There are scores of Palestinian writers and photographers, many of whom have been killed, who are determined to make us see the horror of this genocide. They will vanquish the lies of the killers.
Today’s holiday culture wars continue an ancient struggle, as Nat Parry explores in this adaptation from his book, How Christmas Became Christmas: The Pagan and Christian Origins of the Beloved Holiday.
Any retrospective on the Russian-Ukraine conflict begins with a modicum of interest in how Moscow defines the conflict. First of an article in two parts.

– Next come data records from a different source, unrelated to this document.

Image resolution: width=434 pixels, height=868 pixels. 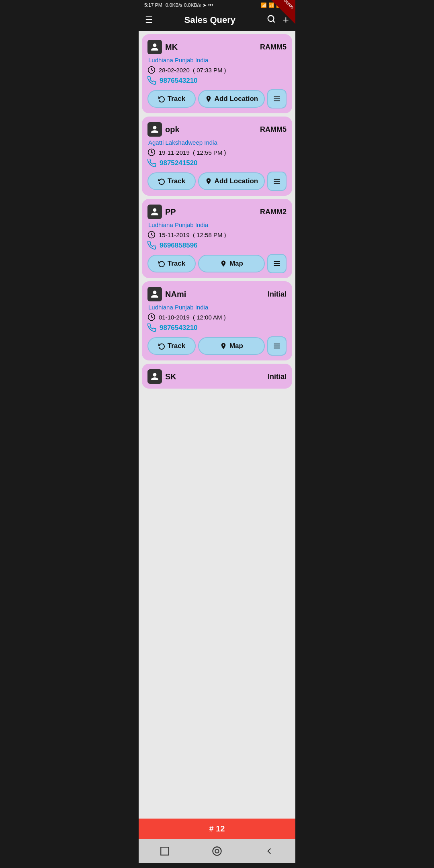 What do you see at coordinates (205, 5) in the screenshot?
I see `send-icon: ➤` at bounding box center [205, 5].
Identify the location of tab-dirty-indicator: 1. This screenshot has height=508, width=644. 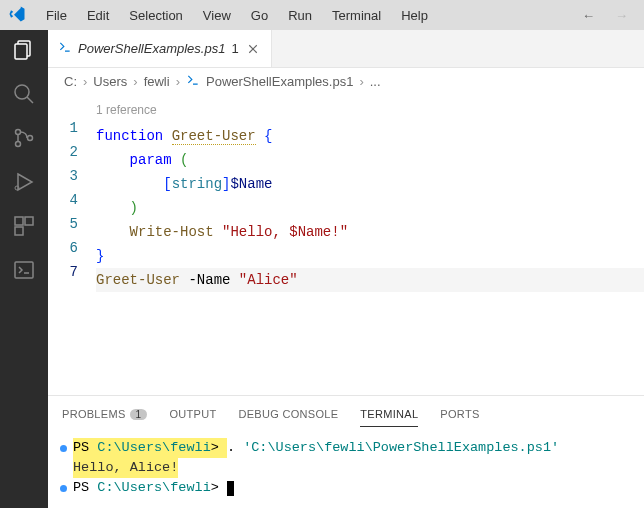
(234, 48).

The American state, broadly defined, is well on its way toward a form of apple-pie absolutism, forcing distorted meanings not merely on three university administrators but on all of us.
Citing examples of Richard Nixon’s leadership, historian Joan Hoff-Wilson refers to Henry Kissinger as “a glorified messenger boy,” writes Robert Scheer.

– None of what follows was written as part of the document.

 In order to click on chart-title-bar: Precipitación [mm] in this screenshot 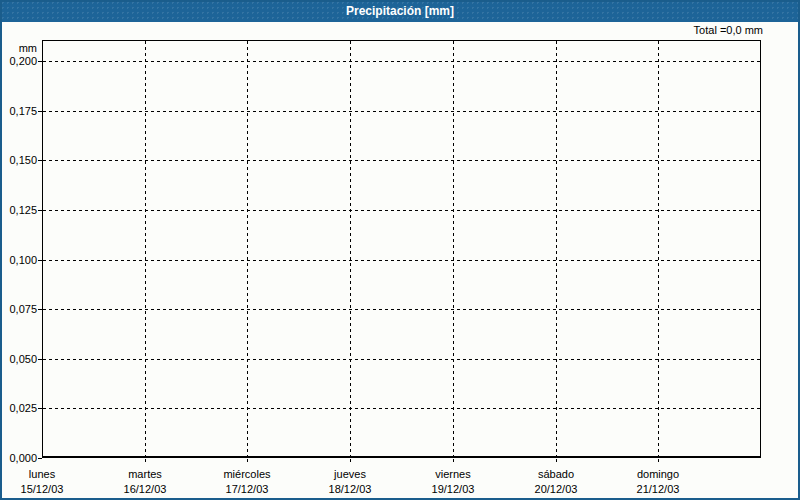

The rocker’s Buenos Aires and Montevideo hotel rooms were canceled because he opposes genocide in Gaza, so he must fly in from Brazil each night for his concerts, he told Pagina/12.

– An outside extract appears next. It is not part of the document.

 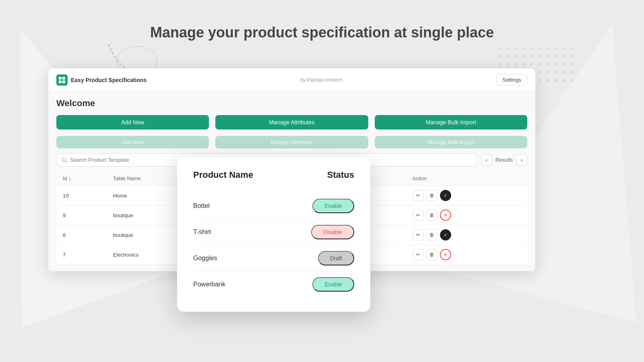 I want to click on cell-id: 10, so click(x=81, y=195).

There can’t be democracy and colonial war; one aspires to decency, the other to fascism. Meanwhile, once welcomed mavericks are heretics now in an underground of journalism amid a landscape of mendacious conformity.
Fascism is always the bastard child of bankrupt liberalism. This was true in Weimar Germany. It was true in Italy. And it is true in the United States, writes Chris Hedges.
Israeli historian Ilan Pappé and journalist John Pilger joined CN Live! in July 2021 to discuss the Palestinian conflict and Pilger’s film Palestine Is Still the Issue, shown here in its entirety.
The wave of global popular protests that erupted in 2010 and lasted a decade were extinguished, meaning new tactics and strategies are required, as Vincent Bevins explains in his book If We Burn.